Judy Garland performing in Melbourne in 1964. In her self-destructiveness she would turn her fury on herself.

Judy Garland performing in Melbourne in 1964. In her self-destructiveness she would turn her fury on herself.Credit: John Lamb

But there’s no such attempt to rehabilitate sinful Frank Sinatra’s reputation, and Callahan’s distaste drips from the page as he recounts various tales about Ol’ Blue Eyes’ “bad behaviour” and his gangster connections.

In their self-destructiveness, he writes, Billie and Judy Garland would turn their fury on themselves, whereas Frank took it out on others … or got a wiseguy from his entourage to do it for him. And Callahan has little time for My Way, contemptuously dismissing the song as “beloved of self-pitying men everywhere, the guys at the end of the bar that no one wants to talk to”. Sinatra’s dislike for Paul Anka’s lyrics is acknowledged, but the strong suggestion is that they make a neat fit with Frank’s personality.

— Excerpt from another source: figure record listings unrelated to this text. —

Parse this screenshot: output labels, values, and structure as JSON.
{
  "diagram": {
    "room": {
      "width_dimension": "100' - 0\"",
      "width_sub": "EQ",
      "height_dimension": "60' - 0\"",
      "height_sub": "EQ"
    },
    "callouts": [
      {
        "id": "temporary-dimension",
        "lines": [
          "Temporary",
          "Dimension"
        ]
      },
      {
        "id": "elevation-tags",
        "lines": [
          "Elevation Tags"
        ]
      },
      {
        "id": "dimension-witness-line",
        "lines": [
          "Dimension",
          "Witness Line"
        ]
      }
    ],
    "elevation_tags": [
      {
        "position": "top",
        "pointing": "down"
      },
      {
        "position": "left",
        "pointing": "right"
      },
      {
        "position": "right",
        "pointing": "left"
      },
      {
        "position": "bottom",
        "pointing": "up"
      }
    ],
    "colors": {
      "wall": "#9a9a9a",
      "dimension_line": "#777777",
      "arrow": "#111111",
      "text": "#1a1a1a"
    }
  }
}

Dan Callahan doesn’t hide his distaste for Frank Sinatra.

Dan Callahan doesn’t hide his distaste for Frank Sinatra.

The book also examines the various ways in which the Fates have conspired to make these performers’ lives difficult. Not the least of these is the way in which the ugly racism that has blighted American history left its mark on their lives.

Frequently to the chagrin of their white peers, Ella and Billie suffered indignities wherever they went: Billie having to travel in hotel freight elevators because management didn’t want her seen in the lobby; Ella missing a concert date in Australia when, during a Honolulu stopover, Pan Am excluded her from a first-class flight to make room for white passengers; Ella, Sammy Davis Jr, Lena Horne and other black musicians being denied permission to eat in the Las Vegas clubs where they were performing.

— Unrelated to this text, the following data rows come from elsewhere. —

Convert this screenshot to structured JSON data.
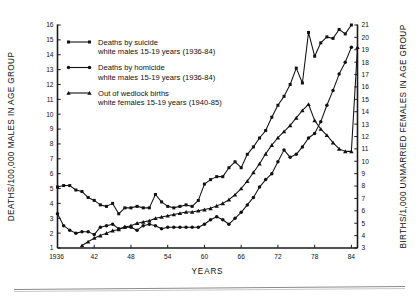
{
  "chart_data": {
    "type": "line",
    "title": "",
    "xlabel": "YEARS",
    "ylabel": "DEATHS/100,000 MALES IN AGE GROUP",
    "y2label": "BIRTHS/1,000 UNMARRIED FEMALES IN AGE GROUP",
    "xlim": [
      1936,
      1985
    ],
    "ylim": [
      1,
      16
    ],
    "y2lim": [
      3,
      21
    ],
    "grid": false,
    "legend_position": "upper-left",
    "xticks": [
      "1936",
      "42",
      "48",
      "54",
      "60",
      "66",
      "72",
      "78",
      "84"
    ],
    "xtick_values": [
      1936,
      1942,
      1948,
      1954,
      1960,
      1966,
      1972,
      1978,
      1984
    ],
    "yticks": [
      "1",
      "2",
      "3",
      "4",
      "5",
      "6",
      "7",
      "8",
      "9",
      "10",
      "11",
      "12",
      "13",
      "14",
      "15",
      "16"
    ],
    "y2ticks": [
      "3",
      "4",
      "5",
      "6",
      "7",
      "8",
      "9",
      "10",
      "11",
      "12",
      "13",
      "14",
      "15",
      "16",
      "17",
      "18",
      "19",
      "20",
      "21"
    ],
    "series": [
      {
        "name": "Deaths by suicide",
        "sublabel": "white males 15-19 years (1936-84)",
        "marker": "square",
        "axis": "left",
        "x": [
          1936,
          1937,
          1938,
          1939,
          1940,
          1941,
          1942,
          1943,
          1944,
          1945,
          1946,
          1947,
          1948,
          1949,
          1950,
          1951,
          1952,
          1953,
          1954,
          1955,
          1956,
          1957,
          1958,
          1959,
          1960,
          1961,
          1962,
          1963,
          1964,
          1965,
          1966,
          1967,
          1968,
          1969,
          1970,
          1971,
          1972,
          1973,
          1974,
          1975,
          1976,
          1977,
          1978,
          1979,
          1980,
          1981,
          1982,
          1983,
          1984
        ],
        "values": [
          5.1,
          5.2,
          5.2,
          4.9,
          4.8,
          4.4,
          4.2,
          3.9,
          3.8,
          4.0,
          3.3,
          3.7,
          3.7,
          3.8,
          3.7,
          3.7,
          4.6,
          4.1,
          3.8,
          3.7,
          3.8,
          3.9,
          3.8,
          4.2,
          5.3,
          5.6,
          5.8,
          5.8,
          6.4,
          6.8,
          6.4,
          7.3,
          7.8,
          8.4,
          8.9,
          9.8,
          10.6,
          11.2,
          12.0,
          13.1,
          12.1,
          15.5,
          13.9,
          14.8,
          15.2,
          15.1,
          15.7,
          15.4,
          16.0
        ]
      },
      {
        "name": "Deaths by homicide",
        "sublabel": "white males 15-19 years (1936-84)",
        "marker": "circle",
        "axis": "left",
        "x": [
          1936,
          1937,
          1938,
          1939,
          1940,
          1941,
          1942,
          1943,
          1944,
          1945,
          1946,
          1947,
          1948,
          1949,
          1950,
          1951,
          1952,
          1953,
          1954,
          1955,
          1956,
          1957,
          1958,
          1959,
          1960,
          1961,
          1962,
          1963,
          1964,
          1965,
          1966,
          1967,
          1968,
          1969,
          1970,
          1971,
          1972,
          1973,
          1974,
          1975,
          1976,
          1977,
          1978,
          1979,
          1980,
          1981,
          1982,
          1983,
          1984
        ],
        "values": [
          3.3,
          2.5,
          2.2,
          2.0,
          2.1,
          2.1,
          1.9,
          2.4,
          2.5,
          2.6,
          2.3,
          2.4,
          2.4,
          2.2,
          2.5,
          2.6,
          2.5,
          2.3,
          2.4,
          2.4,
          2.4,
          2.4,
          2.4,
          2.4,
          2.6,
          2.9,
          3.1,
          2.9,
          2.6,
          3.0,
          3.4,
          3.9,
          4.4,
          5.1,
          5.6,
          6.0,
          6.8,
          7.6,
          7.1,
          7.3,
          7.8,
          8.4,
          8.7,
          9.5,
          10.6,
          11.6,
          12.7,
          13.5,
          14.5
        ]
      },
      {
        "name": "Out of wedlock births",
        "sublabel": "white females 15-19 years (1940-85)",
        "marker": "triangle",
        "axis": "right",
        "x": [
          1940,
          1941,
          1942,
          1943,
          1944,
          1945,
          1946,
          1947,
          1948,
          1949,
          1950,
          1951,
          1952,
          1953,
          1954,
          1955,
          1956,
          1957,
          1958,
          1959,
          1960,
          1961,
          1962,
          1963,
          1964,
          1965,
          1966,
          1967,
          1968,
          1969,
          1970,
          1971,
          1972,
          1973,
          1974,
          1975,
          1976,
          1977,
          1978,
          1979,
          1980,
          1981,
          1982,
          1983,
          1984,
          1985
        ],
        "values": [
          3.2,
          3.5,
          3.8,
          4.0,
          4.2,
          4.4,
          4.5,
          4.7,
          4.8,
          5.0,
          5.1,
          5.2,
          5.4,
          5.5,
          5.6,
          5.7,
          5.8,
          5.9,
          5.9,
          6.0,
          6.1,
          6.2,
          6.4,
          6.6,
          6.9,
          7.3,
          7.8,
          8.4,
          9.1,
          9.8,
          10.6,
          11.3,
          11.9,
          12.4,
          12.9,
          13.5,
          14.1,
          14.6,
          13.3,
          12.6,
          12.1,
          11.5,
          11.0,
          10.8,
          10.8,
          19.2
        ]
      }
    ]
  },
  "legend": {
    "items": [
      {
        "label": "Deaths by suicide",
        "sublabel": "white males 15-19 years (1936-84)",
        "marker": "square"
      },
      {
        "label": "Deaths by homicide",
        "sublabel": "white males 15-19 years (1936-84)",
        "marker": "circle"
      },
      {
        "label": "Out of wedlock births",
        "sublabel": "white females 15-19 years (1940-85)",
        "marker": "triangle"
      }
    ]
  },
  "colors": {
    "ink": "#111111",
    "rule_top": "#8a8a8a",
    "rule_bottom": "#c9c9c9"
  }
}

Then there were the troubled childhoods: the pep pills and sleeping tablets that Judy’s bossy stage mother introduced her to when she was nine; Ella’s homelessness as a teenager; Frank’s bully of a mother; Barbra Streisand’s cruel stepfather. And they all had to find a way of negotiating the against-the-odds stresses involved in building a career that makes out of the ordinary demands on those who choose it, or are chosen by it.

Dan Callahan’s book perceptively links the undercurrents that gave shape to Billie, Judy and Barbra as performers.

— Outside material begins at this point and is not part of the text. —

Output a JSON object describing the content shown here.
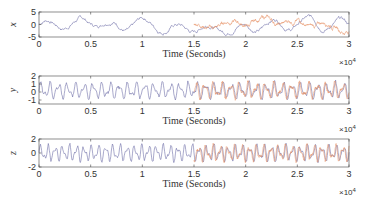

Dan Callahan’s book perceptively links the undercurrents that gave shape to Billie, Judy and Barbra as performers.

Callahan takes us close to the music, but also moves back and forth between the singers’ lives and the cultural shifts in the society that spawned them. The author of a two-part volume entitled The Art of American Screen Acting, he perceptively links the undercurrents that gave shape to Billie, Judy and Barbra as performers, as “drama queens”, to the development of the method style of acting that came to the fore in the US during the 1940s and ’50s. He also looks at the ways in which the singers’ work on radio, in film and on TV became inseparable from the personas projected through their performances.

By the end of his story, it’s become evident that their careers have long been waiting to be wound together like this. One mightn’t always share Callahan’s assessments of the songs, performances and films he discusses, but his gaze is comprehensive, his research thorough and his enthusiasm for his subject infectious.

Best of all, his empathy for his subjects’ circumstances is tangible, recognising that, even after their voices have begun to fade and mortality beckons, there’s still a spark that yearns to shine bright, just once more for the road.